Sucking in a shaky breath, I turn around and go to run, only someone steps in front of me, blocking me from going further, and I fall flat on my ass. That person isn’t Brantley, because I see Black Converse shoes and tight yoga pants. I bring my eyes up to the small torso and frame until I’m met with one of the most exotic-looking girls I have ever seen in my entire life. Her black hair floats effortlessly and naturally down over her chest, her eyes curve in almonds, and her skin holds a natural golden tint. She’s stunning in an obvious way. The kind of way that she’d gain attention anywhere she goes no matter what she’s wearing. All that beauty gets washed out when she opens her mouth.
“You’re so much prettier in photos.” She tilts her head, and I stand to my feet, brushing off the dirt from my butt.
“Who the fuck are you?” I whisper out, I meant it to be harsher than it came out, but with tears pouring down my cheeks, I’m not in a very badass state right now.
Hector appears beside me and tsks. “Madison, play nice with Khales. She’s a good little puppet.”
I freeze. All thought processes mute, and my skin prickles to life. Khales?
I say the first thing that comes up in my head. “I thought you were dead.”
She laughs, flicking her hair over her shoulder. “Naw, honey, there’s so much”—she steps toward me and presses her finger to the tip of my nose—“you ju
st don’t know.”
I step backward, squaring my shoulders. Is she intimating? Yes. But I’ve grown accustomed to being around a pack of wolves, so instead of running from them, I learned how to play with them. If she thinks I’m going to roll over and submit to her ways, she’s deluded. Even if I’m feeling emotional about coming face-to-face with Lucan, I won’t bow to her. “I don’t doubt that at all, but why am I here?” I look to Hector. “Where is your son?”
Hector puts a cigar in his mouth. “He’s not here.” He lights the tip of the cigar and rolls it around in his mouth. The silence between all of us borders on awkward, so I turn around to focus all of my attention on Hector.
“And what exactly do you want with me? And why is she alive? Does Bishop know? Does anyone know? Why bring him out?” I point toward Lucan, the mere sight of him making my head spin and my hand itch. I think I’ve passed the shocked phase. I can feel myself slowly brewing, my anger like a swimming pool of lava at the bottom of a volcano, ready to erupt.
I look back to Khales. “And who are you, by the way?”
Hector shakes his head. “That’s not important right now. What’s important is this—”
“No.” The word is instant and automatic.
“Oh?” Hector’s eyebrows shoot up in surprise. “I see you’ve grown a little backbone now that you’re not hiding behind my son.”
I tilt my head and watch as the gray cloud of smoke floats into the dark night. “I never hid behind your son. He shielded me. There’s a difference.”

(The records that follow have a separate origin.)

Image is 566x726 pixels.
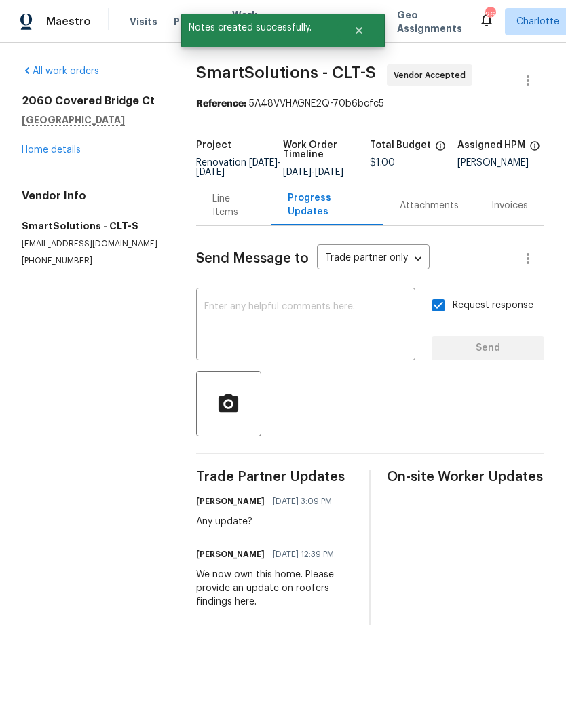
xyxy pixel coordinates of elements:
h5: Assigned HPM [458,141,525,150]
span: [DATE] [283,168,312,177]
div: We now own this home. Please provide an update on roofers findings here. [196,568,354,609]
span: The hpm assigned to this work order. [529,141,540,158]
span: - [196,158,281,177]
span: Trade Partner Updates [196,470,354,484]
div: 26 [485,8,495,22]
div: Invoices [491,199,528,212]
h5: Work Order Timeline [283,141,370,160]
div: Line Items [212,192,255,219]
span: Geo Assignments [397,8,462,35]
span: [DATE] [249,158,278,168]
span: [DATE] 12:39 PM [273,548,334,561]
span: [DATE] 3:09 PM [273,495,332,508]
span: Charlotte [517,15,559,29]
div: Attachments [400,199,459,212]
div: Any update? [196,515,340,529]
a: All work orders [22,67,99,76]
span: The total cost of line items that have been proposed by Opendoor. This sum includes line items th... [435,141,446,158]
span: Work Orders [232,8,267,35]
span: On-site Worker Updates [387,470,544,484]
span: Notes created successfully. [181,14,337,42]
div: Progress Updates [288,191,367,219]
h5: SmartSolutions - CLT-S [22,219,164,233]
h4: Vendor Info [22,189,164,203]
div: [PERSON_NAME] [458,158,544,168]
a: Home details [22,145,81,155]
span: SmartSolutions - CLT-S [196,64,376,81]
button: Close [337,17,382,44]
b: Reference: [196,99,246,109]
span: Request response [453,299,534,313]
h6: [PERSON_NAME] [196,548,265,561]
h5: Total Budget [370,141,431,150]
span: - [283,168,343,177]
h5: Project [196,141,231,150]
span: Maestro [46,15,91,29]
span: Send Message to [196,252,309,265]
span: Visits [130,15,157,29]
span: [DATE] [196,168,225,177]
span: [DATE] [315,168,343,177]
div: 5A48VVHAGNE2Q-70b6bcfc5 [196,97,544,111]
span: Vendor Accepted [394,69,471,82]
span: $1.00 [370,158,395,168]
h6: [PERSON_NAME] [196,495,265,508]
span: Projects [174,15,216,29]
span: Renovation [196,158,281,177]
div: Trade partner only [317,248,430,270]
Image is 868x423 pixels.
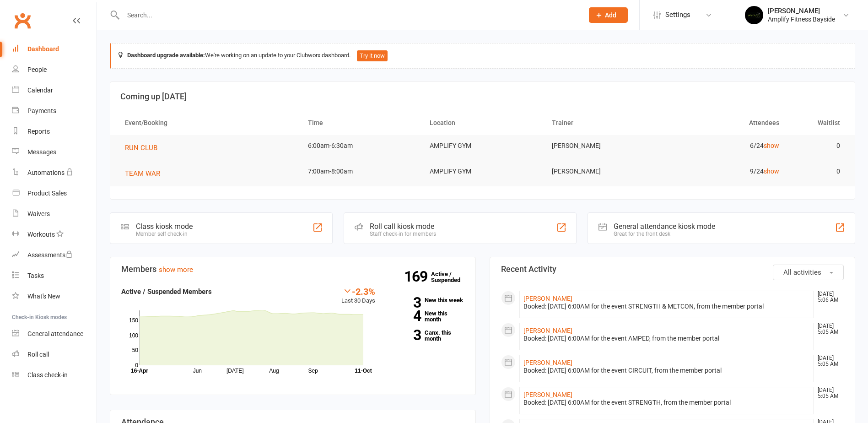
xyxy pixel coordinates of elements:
[127,52,205,59] strong: Dashboard upgrade available:
[122,265,465,274] h3: Members
[136,222,193,231] div: Class kiosk mode
[666,5,691,26] span: Settings
[813,323,843,335] time: [DATE] 5:05 AM
[422,161,543,182] td: AMPLIFY GYM
[300,112,422,135] th: Time
[524,295,573,302] a: [PERSON_NAME]
[614,231,715,237] div: Great for the front desk
[813,387,843,399] time: [DATE] 5:05 AM
[524,367,810,374] div: Booked: [DATE] 6:00AM for the event CIRCUIT, from the member portal
[125,144,157,152] span: RUN CLUB
[605,12,616,19] span: Add
[12,122,97,142] a: Reports
[341,287,375,306] div: Last 30 Days
[666,112,788,135] th: Attendees
[389,329,421,342] strong: 3
[12,39,97,60] a: Dashboard
[666,161,788,182] td: 9/24
[431,265,471,290] a: 169Active / Suspended
[589,7,628,23] button: Add
[122,287,212,296] strong: Active / Suspended Members
[12,365,97,385] a: Class kiosk mode
[27,293,60,300] div: What's New
[117,112,300,135] th: Event/Booking
[389,298,465,303] a: 3New this week
[12,266,97,287] a: Tasks
[784,268,821,277] span: All activities
[357,50,388,61] button: Try it now
[121,92,845,102] h3: Coming up [DATE]
[773,265,844,280] button: All activities
[341,287,375,297] div: -2.3%
[27,128,50,136] div: Reports
[389,310,465,322] a: 4New this month
[27,372,68,379] div: Class check-in
[501,265,844,274] h3: Recent Activity
[788,136,849,157] td: 0
[12,101,97,122] a: Payments
[422,112,543,135] th: Location
[27,107,57,114] div: Payments
[389,330,465,342] a: 3Canx. this month
[422,136,543,157] td: AMPLIFY GYM
[12,60,97,81] a: People
[544,136,666,157] td: [PERSON_NAME]
[813,291,843,303] time: [DATE] 5:06 AM
[125,169,160,178] span: TEAM WAR
[813,355,843,367] time: [DATE] 5:05 AM
[125,143,164,154] button: RUN CLUB
[27,46,59,53] div: Dashboard
[300,136,422,157] td: 6:00am-6:30am
[788,112,849,135] th: Waitlist
[524,327,573,334] a: [PERSON_NAME]
[544,112,666,135] th: Trainer
[524,303,810,310] div: Booked: [DATE] 6:00AM for the event STRENGTH & METCON, from the member portal
[666,136,788,157] td: 6/24
[12,183,97,204] a: Product Sales
[11,9,34,32] a: Clubworx
[768,16,835,24] div: Amplify Fitness Bayside
[12,287,97,307] a: What's New
[614,222,715,231] div: General attendance kiosk mode
[745,6,764,25] img: thumb_image1596355059.png
[370,222,436,231] div: Roll call kiosk mode
[788,161,849,182] td: 0
[544,161,666,182] td: [PERSON_NAME]
[27,351,49,358] div: Roll call
[136,231,193,237] div: Member self check-in
[768,7,835,16] div: [PERSON_NAME]
[27,252,73,259] div: Assessments
[370,231,436,237] div: Staff check-in for members
[110,43,855,69] div: We're working on an update to your Clubworx dashboard.
[27,231,55,238] div: Workouts
[121,9,577,22] input: Search...
[27,66,47,73] div: People
[159,266,193,274] a: show more
[27,169,65,177] div: Automations
[125,168,166,179] button: TEAM WAR
[524,399,810,407] div: Booked: [DATE] 6:00AM for the event STRENGTH, from the member portal
[12,204,97,224] a: Waivers
[12,81,97,101] a: Calendar
[27,331,83,338] div: General attendance
[27,87,53,94] div: Calendar
[12,245,97,266] a: Assessments
[300,161,422,182] td: 7:00am-8:00am
[12,344,97,365] a: Roll call
[764,168,779,175] a: show
[27,190,67,197] div: Product Sales
[12,324,97,344] a: General attendance kiosk mode
[12,142,97,163] a: Messages
[764,142,779,149] a: show
[524,359,573,366] a: [PERSON_NAME]
[27,211,50,218] div: Waivers
[389,309,421,323] strong: 4
[27,272,44,279] div: Tasks
[27,148,57,156] div: Messages
[12,163,97,183] a: Automations
[404,270,431,284] strong: 169
[389,296,421,309] strong: 3
[524,391,573,398] a: [PERSON_NAME]
[524,335,810,342] div: Booked: [DATE] 6:00AM for the event AMPED, from the member portal
[12,224,97,245] a: Workouts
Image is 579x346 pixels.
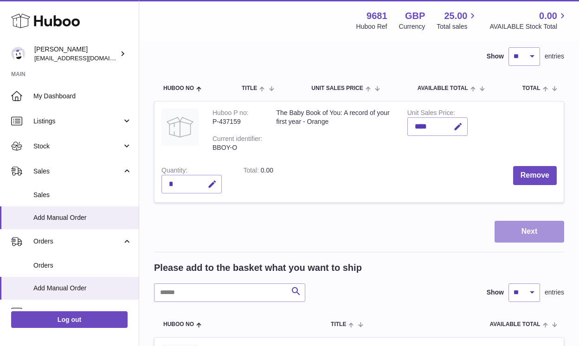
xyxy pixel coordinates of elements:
[418,85,468,91] span: AVAILABLE Total
[33,142,122,151] span: Stock
[487,288,504,297] label: Show
[242,85,257,91] span: Title
[33,284,132,293] span: Add Manual Order
[33,308,132,316] span: Usage
[490,322,541,328] span: AVAILABLE Total
[444,10,467,22] span: 25.00
[545,288,564,297] span: entries
[213,117,262,126] div: P-437159
[367,10,387,22] strong: 9681
[487,52,504,61] label: Show
[213,109,249,119] div: Huboo P no
[33,261,132,270] span: Orders
[407,109,455,119] label: Unit Sales Price
[539,10,557,22] span: 0.00
[34,54,136,62] span: [EMAIL_ADDRESS][DOMAIN_NAME]
[163,85,194,91] span: Huboo no
[243,167,260,176] label: Total
[161,109,199,146] img: The Baby Book of You: A record of your first year - Orange
[495,221,564,243] button: Next
[513,166,557,185] button: Remove
[261,167,273,174] span: 0.00
[33,191,132,200] span: Sales
[33,213,132,222] span: Add Manual Order
[399,22,426,31] div: Currency
[269,102,400,159] td: The Baby Book of You: A record of your first year - Orange
[331,322,346,328] span: Title
[33,92,132,101] span: My Dashboard
[161,167,187,176] label: Quantity
[311,85,363,91] span: Unit Sales Price
[34,45,118,63] div: [PERSON_NAME]
[213,143,262,152] div: BBOY-O
[490,22,568,31] span: AVAILABLE Stock Total
[33,167,122,176] span: Sales
[545,52,564,61] span: entries
[437,22,478,31] span: Total sales
[213,135,262,145] div: Current identifier
[163,322,194,328] span: Huboo no
[356,22,387,31] div: Huboo Ref
[405,10,425,22] strong: GBP
[437,10,478,31] a: 25.00 Total sales
[33,117,122,126] span: Listings
[154,262,362,274] h2: Please add to the basket what you want to ship
[11,47,25,61] img: hello@colourchronicles.com
[490,10,568,31] a: 0.00 AVAILABLE Stock Total
[523,85,541,91] span: Total
[33,237,122,246] span: Orders
[11,311,128,328] a: Log out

Hector leans back onto the car, and I step back a little so I can see both him, Khales, Brantley, and Lucan in my peripheral vision. “And anyway,” I add, shooting a glare at Brantley, who is standing on the other side of the car. “Loyalty and all that—right, Brantley?”
“You don’t know shit about loyalty,” Khales murmurs, stepping up to me, chest-to-chest. I can feel her breathing labor as she looks down her nose at me.
I stand up straighter and match her stare. I don’t know who I’m kidding; I’ve never been in a fight before, but I won’t let someone hit me and get away with it. “You don’t know shit about the shit I know, Khales, so step the fuck back.”